A Quote by Neil Cavuto

Happy birthday Obamacare! Five years ago today you came into our lives and nothing's ever been the same since! Our insurance premiums have skyrocketed and our doctor choices have plummeted.
We were promised we could keep our healthcare plans. We were promised that Obamacare would not raise middle class taxes. Instead, the law brought the American people rising premiums, unaffordable deductibles, fewer insurance choices, and higher taxes. We were let down.
Those who devise better methods of utilizing manpower, tools, machinery, materials and facilities are making real contributions toward our national security. Today, these ideas are a form of insurance for our national security; tomorrow, this same progressive thinking is insurance for our individual security-it is, in effect, job insurance.
It is better to allow our lives to speak for us than our words. God did not bear the cross only two thousand years ago. He bears it today, and he dies and is resurrected from day to day. It would be a poor comfort to the world if it had to depend on a historical God who died two thousand years ago. Do not, then, preach the God of history, but show him as he lives today through you.
We design our lives through the power of our choices. We feel most helpless when we've made choices by default, when we haven't designed our lives on our own.
We've been gifted with the power of choice...in our actions, our thoughts, and our words. The quality of our lives gets better or worse depending on which direction we go with our choices.
Twenty or thirty years ago, in the army, we had a lot of obscure adventures, and years later we tell them at parties, and suddenly we realize that those two very difficult years of our lives have become lumped together into a few episodes that have lodged in our memory in a standardized form, and are always told in a standardized way, in the same words. But in fact that lump of memories has nothing whatsoever to do with our experience of those two years in the army and what it has made of us.
Our human nature is exactly the same as it was 500 years ago, let alone five years ago.
Ever since the dawn of civilization, people have not been content to see events as unconnected and inexplicable. They have craved an understanding of the underlying order in the world. Today we still yearn to know why we are here and where we came from. Humanity's deepest desire for knowledge is justification enough for our continuing quest. And our goal is nothing less than a complete description of the universe we live in.
our domestic lives reflect the major trend that dominates the consumer marketplace today: an ever-increasing emphasis on variety and choice. ... we find ourselves inventing our lives as we go along, improvising in an effort to take advantage of the bewildering range of choices that we face.
In my view, Obamacare is the most existential threat to our economy than anything we've ever had since the Great Depression, so I think a little bit of additional deficit is nothing compared to delaying if not repealing Obamacare.
My grandad, when he came home from the war, the only thing he came home with was four massive tins of honey and ever since honey has been part of our family life - on our cereal and in our tea.
Michelle and I don't want anyone telling us who our family's doctor should be - and no one should decide that for you either. Under our proposals, if you like your doctor, you keep your doctor. If you like your current insurance, you keep that insurance. Period, end of story.
For decades we have been living lives of abundance, with little regard for our natural resources or global health. But we are now facing hard choices in our energy policy. Future generations - my children and grandchildren, along with yours - will have to live with the decisions we make today. And so it is time for us to make some tough and - hopefully - smart choices regarding our energy use and production before it is too late.
Science is the most exciting and sustained enterprise of discovery in the history of our species. It is the great adventure of our time. We live today in an era of discovery that far outshadows the discoveries of the New World five hundred years ago.
If you look at Hollywood today, compared to five years ago, 10 years ago, 20 years ago or 30 years ago, the change from moment to moment has always been extraordinary. It never stops moving.
Our lives are fashioned by our choices. First we make our choices. Then our choices make us.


§ Work required
From start to end, write out the following data exactly, apart from its images.

** Supplied entries follows **

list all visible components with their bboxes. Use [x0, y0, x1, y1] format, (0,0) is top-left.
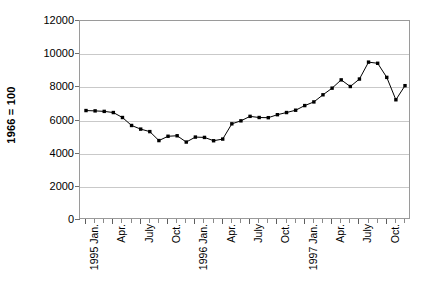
x-axis-tick-mark — [286, 219, 287, 223]
y-axis-tick-labels: 020004000600080001000012000 — [26, 0, 74, 292]
data-point-marker: 1995 Aug.: 5330 — [148, 130, 151, 133]
data-point-marker: 1996 June: 5980 — [239, 119, 242, 122]
x-axis-tick-mark — [322, 219, 323, 223]
y-axis-tick-label: 2000 — [50, 180, 74, 191]
data-point-marker: 1997 Jan.: 6900 — [303, 104, 306, 107]
data-point-marker: 1995 Dec.: 4700 — [185, 140, 188, 143]
plot-area: 1995 Jan.: 66001995 Feb.: 65801995 Mar.:… — [79, 20, 410, 219]
x-axis-tick-mark — [149, 219, 150, 223]
x-axis-tick-mark — [313, 219, 314, 223]
x-axis-tick-mark — [377, 219, 378, 223]
x-axis-tick-label: July — [253, 224, 264, 243]
data-point-marker: 1995 Mar.: 6550 — [103, 110, 106, 113]
x-axis-tick-mark — [368, 219, 369, 223]
x-axis-tick-mark — [121, 219, 122, 223]
data-point-marker: 1995 July: 5480 — [139, 127, 142, 130]
x-axis-tick-labels: 1995 Jan.Apr.JulyOct.1996 Jan.Apr.JulyOc… — [79, 224, 410, 292]
data-point-marker: 1996 Mar.: 4780 — [212, 139, 215, 142]
x-axis-tick-mark — [103, 219, 104, 223]
x-axis-tick-label: 1995 Jan. — [89, 224, 100, 270]
data-point-marker: 1997 Oct.: 8600 — [385, 76, 388, 79]
data-point-marker: 1997 July: 8500 — [358, 77, 361, 80]
x-axis-tick-label: July — [144, 224, 155, 243]
data-point-marker: 1996 Apr.: 4880 — [221, 137, 224, 140]
data-point-marker: 1997 May: 8450 — [340, 78, 343, 81]
data-point-marker: 1997 Apr.: 7950 — [330, 86, 333, 89]
data-point-marker: 1996 May: 5800 — [230, 122, 233, 125]
y-axis-tick-label: 12000 — [43, 15, 74, 26]
x-axis-tick-mark — [258, 219, 259, 223]
x-axis-tick-label: Oct. — [171, 224, 182, 243]
x-axis-tick-label: Apr. — [116, 224, 127, 243]
data-point-marker: 1996 July: 6250 — [248, 115, 251, 118]
data-point-marker: 1995 Jan.: 6600 — [84, 109, 87, 112]
x-axis-tick-mark — [349, 219, 350, 223]
x-axis-tick-label: July — [362, 224, 373, 243]
y-axis-tick-label: 10000 — [43, 48, 74, 59]
x-axis-tick-mark — [240, 219, 241, 223]
x-axis-tick-mark — [340, 219, 341, 223]
x-axis-tick-label: Apr. — [335, 224, 346, 243]
chart-container: 1966 = 100 020004000600080001000012000 1… — [0, 0, 431, 292]
data-point-marker: 1997 Mar.: 7550 — [321, 93, 324, 96]
x-axis-tick-label: Apr. — [226, 224, 237, 243]
data-point-marker: 1995 Sept.: 4790 — [157, 139, 160, 142]
x-axis-tick-mark — [213, 219, 214, 223]
x-axis-tick-mark — [185, 219, 186, 223]
x-axis-tick-mark — [404, 219, 405, 223]
data-point-marker: 1996 Nov.: 6480 — [285, 111, 288, 114]
x-axis-tick-mark — [231, 219, 232, 223]
data-point-marker: 1996 Oct.: 6350 — [276, 113, 279, 116]
data-point-marker: 1997 Dec.: 8100 — [403, 84, 406, 87]
series-line — [86, 62, 405, 142]
x-axis-tick-label: Oct. — [390, 224, 401, 243]
data-point-marker: 1997 Feb.: 7120 — [312, 100, 315, 103]
data-point-marker: 1996 Sept.: 6170 — [267, 116, 270, 119]
y-axis-tick-label: 6000 — [50, 114, 74, 125]
x-axis-tick-mark — [295, 219, 296, 223]
data-point-marker: 1997 Sept.: 9450 — [376, 62, 379, 65]
data-point-marker: 1995 Apr.: 6480 — [112, 111, 115, 114]
x-axis-tick-mark — [94, 219, 95, 223]
x-axis-tick-mark — [267, 219, 268, 223]
x-axis-tick-label: Oct. — [280, 224, 291, 243]
data-point-marker: 1997 Nov.: 7250 — [394, 98, 397, 101]
data-point-marker: 1995 June: 5700 — [130, 124, 133, 127]
y-axis-title: 1966 = 100 — [0, 0, 22, 230]
y-axis-tick-label: 8000 — [50, 81, 74, 92]
x-axis-tick-mark — [131, 219, 132, 223]
x-axis-tick-mark — [176, 219, 177, 223]
x-axis-tick-label: 1996 Jan. — [198, 224, 209, 270]
x-axis-tick-mark — [203, 219, 204, 223]
x-axis-tick-mark — [158, 219, 159, 223]
data-point-marker: 1996 Aug.: 6180 — [257, 116, 260, 119]
data-point-marker: 1995 Oct.: 5050 — [166, 135, 169, 138]
data-point-marker: 1996 Jan.: 5000 — [194, 135, 197, 138]
x-axis-tick-label: 1997 Jan. — [308, 224, 319, 270]
data-point-marker: 1997 Aug.: 9520 — [367, 60, 370, 63]
data-point-marker: 1995 May: 6180 — [121, 116, 124, 119]
data-point-marker: 1996 Dec.: 6620 — [294, 109, 297, 112]
data-series-line: 1995 Jan.: 66001995 Feb.: 65801995 Mar.:… — [80, 21, 410, 219]
data-point-marker: 1995 Nov.: 5080 — [175, 134, 178, 137]
data-point-marker: 1997 June: 8050 — [349, 85, 352, 88]
data-point-marker: 1996 Feb.: 4980 — [203, 136, 206, 139]
x-axis-tick-mark — [395, 219, 396, 223]
y-axis-title-label: 1966 = 100 — [5, 86, 17, 143]
data-point-marker: 1995 Feb.: 6580 — [93, 109, 96, 112]
y-axis-tick-label: 4000 — [50, 147, 74, 158]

** End of Supplied entries **

§ Written answer
list all visible components with their bboxes. Use [x0, y0, x1, y1] format, (0,0) is top-left.
x-axis-tick-mark — [286, 219, 287, 223]
y-axis-tick-labels: 020004000600080001000012000 — [26, 0, 74, 292]
data-point-marker: 1995 Aug.: 5330 — [148, 130, 151, 133]
data-point-marker: 1996 June: 5980 — [239, 119, 242, 122]
x-axis-tick-mark — [322, 219, 323, 223]
y-axis-tick-label: 2000 — [50, 180, 74, 191]
data-point-marker: 1997 Jan.: 6900 — [303, 104, 306, 107]
data-point-marker: 1995 Dec.: 4700 — [185, 140, 188, 143]
plot-area: 1995 Jan.: 66001995 Feb.: 65801995 Mar.:… — [79, 20, 410, 219]
x-axis-tick-mark — [149, 219, 150, 223]
x-axis-tick-mark — [313, 219, 314, 223]
x-axis-tick-mark — [377, 219, 378, 223]
x-axis-tick-label: July — [253, 224, 264, 243]
data-point-marker: 1995 Mar.: 6550 — [103, 110, 106, 113]
x-axis-tick-mark — [368, 219, 369, 223]
x-axis-tick-mark — [121, 219, 122, 223]
data-point-marker: 1995 July: 5480 — [139, 127, 142, 130]
x-axis-tick-labels: 1995 Jan.Apr.JulyOct.1996 Jan.Apr.JulyOc… — [79, 224, 410, 292]
data-point-marker: 1996 Mar.: 4780 — [212, 139, 215, 142]
x-axis-tick-mark — [103, 219, 104, 223]
x-axis-tick-label: 1995 Jan. — [89, 224, 100, 270]
data-point-marker: 1997 Oct.: 8600 — [385, 76, 388, 79]
data-point-marker: 1997 July: 8500 — [358, 77, 361, 80]
x-axis-tick-label: July — [144, 224, 155, 243]
data-point-marker: 1996 Apr.: 4880 — [221, 137, 224, 140]
data-point-marker: 1997 May: 8450 — [340, 78, 343, 81]
data-point-marker: 1997 Apr.: 7950 — [330, 86, 333, 89]
data-point-marker: 1996 May: 5800 — [230, 122, 233, 125]
y-axis-tick-label: 12000 — [43, 15, 74, 26]
x-axis-tick-mark — [258, 219, 259, 223]
x-axis-tick-label: Oct. — [171, 224, 182, 243]
x-axis-tick-label: Apr. — [116, 224, 127, 243]
data-point-marker: 1996 July: 6250 — [248, 115, 251, 118]
data-point-marker: 1995 Jan.: 6600 — [84, 109, 87, 112]
x-axis-tick-mark — [349, 219, 350, 223]
x-axis-tick-label: July — [362, 224, 373, 243]
y-axis-tick-label: 10000 — [43, 48, 74, 59]
x-axis-tick-mark — [240, 219, 241, 223]
x-axis-tick-mark — [340, 219, 341, 223]
x-axis-tick-label: Apr. — [335, 224, 346, 243]
chart-container: 1966 = 100 020004000600080001000012000 1… — [0, 0, 431, 292]
data-point-marker: 1997 Mar.: 7550 — [321, 93, 324, 96]
x-axis-tick-label: Apr. — [226, 224, 237, 243]
data-point-marker: 1995 Sept.: 4790 — [157, 139, 160, 142]
x-axis-tick-mark — [213, 219, 214, 223]
x-axis-tick-mark — [185, 219, 186, 223]
x-axis-tick-mark — [404, 219, 405, 223]
data-point-marker: 1996 Nov.: 6480 — [285, 111, 288, 114]
x-axis-tick-mark — [231, 219, 232, 223]
data-point-marker: 1996 Oct.: 6350 — [276, 113, 279, 116]
data-point-marker: 1997 Dec.: 8100 — [403, 84, 406, 87]
series-line — [86, 62, 405, 142]
x-axis-tick-label: Oct. — [390, 224, 401, 243]
data-point-marker: 1997 Feb.: 7120 — [312, 100, 315, 103]
data-point-marker: 1996 Sept.: 6170 — [267, 116, 270, 119]
y-axis-tick-label: 6000 — [50, 114, 74, 125]
x-axis-tick-mark — [295, 219, 296, 223]
data-point-marker: 1997 Sept.: 9450 — [376, 62, 379, 65]
data-point-marker: 1995 Apr.: 6480 — [112, 111, 115, 114]
x-axis-tick-mark — [94, 219, 95, 223]
x-axis-tick-mark — [267, 219, 268, 223]
x-axis-tick-label: Oct. — [280, 224, 291, 243]
data-point-marker: 1997 Nov.: 7250 — [394, 98, 397, 101]
data-point-marker: 1995 June: 5700 — [130, 124, 133, 127]
y-axis-title: 1966 = 100 — [0, 0, 22, 230]
y-axis-tick-label: 8000 — [50, 81, 74, 92]
x-axis-tick-mark — [131, 219, 132, 223]
x-axis-tick-mark — [176, 219, 177, 223]
x-axis-tick-label: 1996 Jan. — [198, 224, 209, 270]
x-axis-tick-mark — [203, 219, 204, 223]
x-axis-tick-mark — [158, 219, 159, 223]
data-point-marker: 1996 Aug.: 6180 — [257, 116, 260, 119]
data-point-marker: 1995 Oct.: 5050 — [166, 135, 169, 138]
data-point-marker: 1996 Jan.: 5000 — [194, 135, 197, 138]
x-axis-tick-label: 1997 Jan. — [308, 224, 319, 270]
data-point-marker: 1997 Aug.: 9520 — [367, 60, 370, 63]
data-point-marker: 1995 May: 6180 — [121, 116, 124, 119]
data-point-marker: 1996 Dec.: 6620 — [294, 109, 297, 112]
data-series-line: 1995 Jan.: 66001995 Feb.: 65801995 Mar.:… — [80, 21, 410, 219]
data-point-marker: 1995 Nov.: 5080 — [175, 134, 178, 137]
data-point-marker: 1997 June: 8050 — [349, 85, 352, 88]
data-point-marker: 1996 Feb.: 4980 — [203, 136, 206, 139]
x-axis-tick-mark — [395, 219, 396, 223]
y-axis-title-label: 1966 = 100 — [5, 86, 17, 143]
data-point-marker: 1995 Feb.: 6580 — [93, 109, 96, 112]
y-axis-tick-label: 4000 — [50, 147, 74, 158]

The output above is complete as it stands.